The title of the organisation in Irish Gaelic is UCIM but nobody
could speak Irish Gaelic so they translated it and it came out
as SFPA. I would say that, certainly between ourselves and Ireland,
there is a growing level of enforcement that perhaps was not present
in the past. Certainly the new agency in Ireland is in my opinion
a very professional organisation.
Q538 Viscount Ullswater: Can we deal
with discards and discarding? You note in your 2006-2007 report
that, maybe because of the registration of buyers and sellers
or you may say that this is the right way forward, you have been
able to divert some of your attention from the point of landing
to the point of catch. I would like to hear what were the reasons
that gave you that sort of feeling. Also, would that put you in
a position to monitor more openly the discarding policy of the
various boats and how would you feel if you were given the task
of policing a discard ban?
Mr Ralph: They commented on that in our annual
report and, when I went back to read it, it could be read out
of context. The context in which it was written, I suppose, was
the historical one where, when the Agency was formed, it had five
of its own ships and two contract minesweepers from the Royal
Navy. Pretty soon we realised that we were spending the vast majority
of our money at sea whereas the vast majority of our problems
existed ashore essentially, and we shifted the balance. We dropped
the Royal Navy contract, we reduced the number of ships, we invested
in new and more efficient ships to reduce the running costs and
used that money to build up our resources ashore. Peterhead, for
instance, is the main landing port in the UK. It is our main presence
in Scotland and we have, I think, five or six officers on duty
24 hours a day seven days a week, so that is a significant number
of people. We have a similar type of presence at a few other places
as well and we cover the vast majority of landing opportunities
by vessels landing into Scotland. What we have found in the last
few years, given the high levels of compliance, is that we are
essentially standing by watching people obey the law and there
is a limit to how long you can do that when you have manned your
organisation to deter and detect illegal activity, so we have
just undergone an organisational review of our coastal officers
and we have reduced manning at quite a few places. We are not
reducing our overall coverage but we are, we hope, adjusting our
manning to more appropriate levels given the high level of compliance.

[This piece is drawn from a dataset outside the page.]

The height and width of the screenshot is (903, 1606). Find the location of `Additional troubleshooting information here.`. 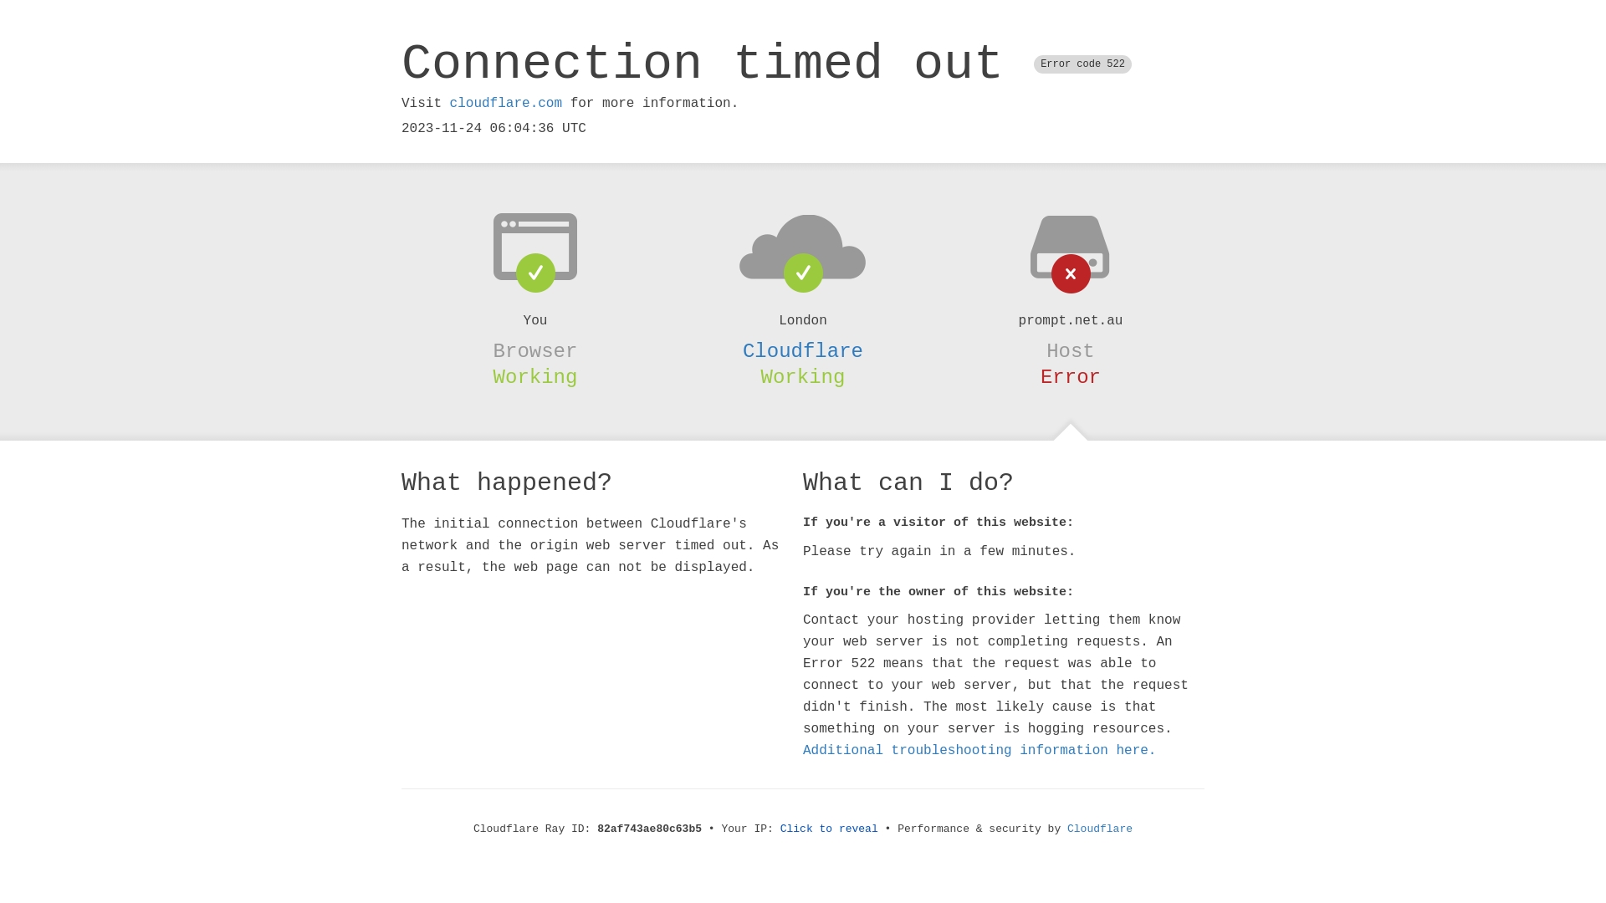

Additional troubleshooting information here. is located at coordinates (980, 751).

The amount of money that one extra ship would cost could never
be covered by a reduction in manning ashore so it seems highly
unlikely that we would be able to fund one more vessel. We might,
however, be able to put additional people on the vessels, perhaps
fisheries experts from shore stationed in the summer time, in
the busy times, on our vessels. That is the kind of shift in emphasis
that we are speaking about. It is not a wholesale move.
Q539 Viscount Ullswater: I am sorry;
I need to just clear this up: do you put your own people onto
fishing vessels or your own protection vessels?
Mr Ralph: Our own protection vessels. Obviously,
they go on to fishing vessels to inspect them.